===== EXERCISE MATERIALS =====
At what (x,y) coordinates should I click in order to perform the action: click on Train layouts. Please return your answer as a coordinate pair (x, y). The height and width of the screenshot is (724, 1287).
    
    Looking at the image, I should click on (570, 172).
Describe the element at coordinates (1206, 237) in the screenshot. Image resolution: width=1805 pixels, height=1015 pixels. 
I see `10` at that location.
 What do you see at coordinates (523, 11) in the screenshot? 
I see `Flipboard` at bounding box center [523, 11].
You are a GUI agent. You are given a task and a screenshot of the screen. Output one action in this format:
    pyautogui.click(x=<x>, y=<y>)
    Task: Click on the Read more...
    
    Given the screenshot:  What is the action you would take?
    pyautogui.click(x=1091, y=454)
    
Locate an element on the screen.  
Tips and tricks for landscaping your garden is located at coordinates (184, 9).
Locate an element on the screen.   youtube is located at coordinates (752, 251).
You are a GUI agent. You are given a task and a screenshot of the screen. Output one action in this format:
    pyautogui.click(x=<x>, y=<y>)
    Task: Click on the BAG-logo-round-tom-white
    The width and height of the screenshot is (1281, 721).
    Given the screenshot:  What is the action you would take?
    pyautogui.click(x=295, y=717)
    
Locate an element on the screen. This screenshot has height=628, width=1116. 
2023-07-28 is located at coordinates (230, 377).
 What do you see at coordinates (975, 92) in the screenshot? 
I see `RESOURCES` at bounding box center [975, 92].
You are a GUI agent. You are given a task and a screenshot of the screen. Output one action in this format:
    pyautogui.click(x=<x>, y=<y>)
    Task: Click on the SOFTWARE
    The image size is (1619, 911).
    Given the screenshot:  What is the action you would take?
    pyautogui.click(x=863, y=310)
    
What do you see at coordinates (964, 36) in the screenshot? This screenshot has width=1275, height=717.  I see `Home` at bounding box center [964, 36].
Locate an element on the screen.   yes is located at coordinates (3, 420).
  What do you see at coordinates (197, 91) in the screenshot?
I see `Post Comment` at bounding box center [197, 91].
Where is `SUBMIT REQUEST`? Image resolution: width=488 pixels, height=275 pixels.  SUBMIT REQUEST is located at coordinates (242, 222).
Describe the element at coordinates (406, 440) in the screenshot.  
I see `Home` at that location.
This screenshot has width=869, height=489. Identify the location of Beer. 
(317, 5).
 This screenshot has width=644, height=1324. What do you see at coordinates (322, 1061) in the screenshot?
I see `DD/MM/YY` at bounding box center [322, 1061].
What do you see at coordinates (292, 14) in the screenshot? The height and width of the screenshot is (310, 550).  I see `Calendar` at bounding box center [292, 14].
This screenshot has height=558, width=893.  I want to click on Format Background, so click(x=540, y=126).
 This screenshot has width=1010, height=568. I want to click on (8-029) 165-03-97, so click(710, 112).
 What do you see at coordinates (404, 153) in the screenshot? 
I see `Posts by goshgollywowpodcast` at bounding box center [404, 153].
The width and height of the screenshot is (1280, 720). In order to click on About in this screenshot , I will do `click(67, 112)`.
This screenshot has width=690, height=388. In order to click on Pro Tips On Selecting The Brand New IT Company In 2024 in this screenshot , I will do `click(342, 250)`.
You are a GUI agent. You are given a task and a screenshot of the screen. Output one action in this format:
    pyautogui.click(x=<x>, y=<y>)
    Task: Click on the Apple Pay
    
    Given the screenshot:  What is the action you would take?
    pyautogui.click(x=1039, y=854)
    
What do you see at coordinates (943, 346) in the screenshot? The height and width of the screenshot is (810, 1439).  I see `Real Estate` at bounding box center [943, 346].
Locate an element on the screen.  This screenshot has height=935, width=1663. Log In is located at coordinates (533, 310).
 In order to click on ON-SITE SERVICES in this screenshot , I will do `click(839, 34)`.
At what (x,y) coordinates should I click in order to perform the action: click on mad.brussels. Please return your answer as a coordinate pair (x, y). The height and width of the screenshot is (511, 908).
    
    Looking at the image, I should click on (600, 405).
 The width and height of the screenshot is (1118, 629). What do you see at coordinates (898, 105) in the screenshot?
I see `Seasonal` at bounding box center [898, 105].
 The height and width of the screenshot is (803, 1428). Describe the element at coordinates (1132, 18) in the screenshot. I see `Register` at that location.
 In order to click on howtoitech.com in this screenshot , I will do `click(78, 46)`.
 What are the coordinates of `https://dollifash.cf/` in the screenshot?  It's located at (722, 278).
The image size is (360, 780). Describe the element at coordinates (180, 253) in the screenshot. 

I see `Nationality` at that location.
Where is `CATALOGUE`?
=====
WHAT IS EXPECTED:
Find each line in the listing above that contains "will", and copy that line.

OUTPUT OF THE TASK:
The width and height of the screenshot is (1280, 720). In order to click on About in this screenshot , I will do `click(67, 112)`.
This screenshot has width=690, height=388. In order to click on Pro Tips On Selecting The Brand New IT Company In 2024 in this screenshot , I will do `click(342, 250)`.
 In order to click on ON-SITE SERVICES in this screenshot , I will do `click(839, 34)`.
 In order to click on howtoitech.com in this screenshot , I will do `click(78, 46)`.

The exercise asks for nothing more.